Rocky De La Fuente Asks Maryland to Extend Petition Deadline

On August 5, independent presidential candidate Rocky De La Fuente asked the Maryland State Board of Elections to extend the petition deadline for independent candidates from August 1 to August 23. The rationale is that the Board changed the number of signatures from 40,603 to 10,000 on July 29, 2016. But this change was no help to any independent candidate this year, because it came so late.

U.S. District Court Rules Against Gary Johnson and Jill Stein on Debates

On August 5, U.S. District Court Judge Rosemary Collyer, a Bush Jr. appointee, ruled against Gary Johnson and Jill Stein in their debates lawsuit. The case had been filed on September 28, 2015, and is Johnson v Commission on Presidential Debates, U.S. District Court, D.C., 1:15cv-1580.

Here is the 27-page decision. It says, “Because Plaintiffs have no standing and because antitrust laws govern commercial markets and not political activity, those claims fail as a matter of well-established law.”

The decision names thirteen presidential candidates who have run (outside the major parties) since the Commission on Presidential Debates has existed, who were on the ballot in states with a majority of the electoral vote, and who received less than 1%. The purpose of this information, which is in footnote three, is to show that just because a candidate gets on the ballot in states with a majority of the electoral vote, that does not mean such a candidate has much popular support. However, footnote three, based on the judge’s own research (or the research of her clerks), has factual errors. The judge relied on election returns published by the FEC, but the FEC returns do not say which candidates were on in states with a majority of electoral college votes, and the opinion’s list of candidates is erroneous.

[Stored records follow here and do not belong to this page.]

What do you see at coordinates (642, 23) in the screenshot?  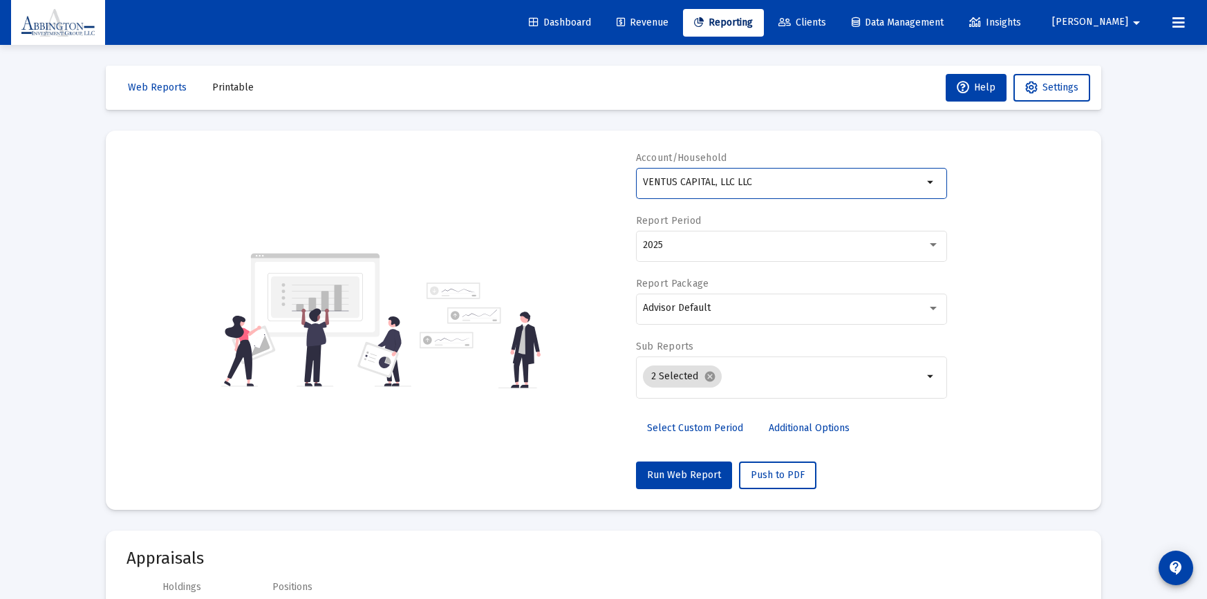 I see `a: Revenue` at bounding box center [642, 23].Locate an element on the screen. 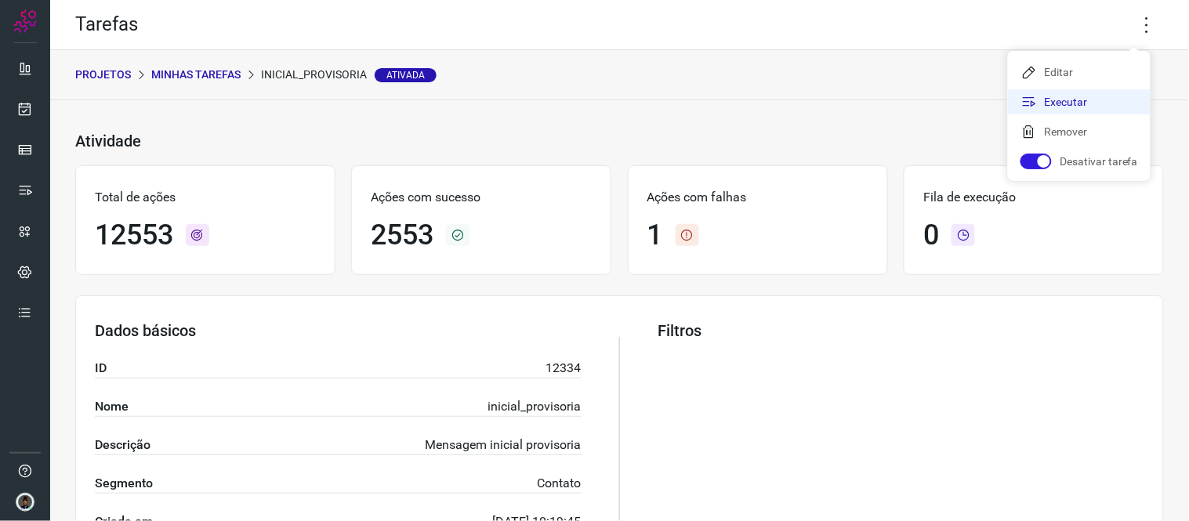 Image resolution: width=1189 pixels, height=521 pixels. p: PROJETOS is located at coordinates (103, 74).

(1) the footnote says Virgil Goode in 2012 was on ballots in states with a majority of the electoral college, but he was not; he was on in states with 257 electoral votes and 270 is a majority. (2) the footnote says that Ron Paul was on the ballot in states with a majority of the electoral vote in both 1998 and 2008, but Paul was only on in two states in 2008, and 1998 was not even a presidential election year. (3) the footnote omits Ralph Nader, even though in 2004 he received less than 1% and he was on the ballot in states containing a majority of the electoral vote (he was on in states with 278 electoral votes). (4) the footnote misspells Harry Browne’s name as “Harry Brown.” (5) the footnote misspells Howard Phillips’s name as “Howard Philips.”

Another factual error in the decision is on page 21. The decision says Ralph Forbes, an independent candidate for U.S. Senate, lost a case over debates in the U.S. Supreme Court in 1998. Actually Forbes was a candidate for U.S. House. Thanks to Rick Hasen for the decision.

FiveThirtyEight.Com Makes a Rare Mention of a Presidential Candidate Other than the Democratic and Republican Nominees

FiveThirtyEight.com, a popular web page devoted to predictions about future election results, recently mentioned a presidential candidate other than the Republican and Democratic nominees. This page suggests that Gary Johnson will get 6.6% of the popular vote, and a very slight chance of receiving an electoral vote.

Mickey Kaus Calls on Wisconsin Democrats in First U.S. House District to Choose a Republican Primary Ballot

Mickey Kaus here calls on Wisconsin Democrats who live in U.S. House District One to choose a Republican primary ballot, instead of a Democratic primary ballot, at the August 9 primary. The reason Kaus advocates this idea is so those Democrats can vote against Speaker Paul Ryan, who does have an opponent in the Republican primary.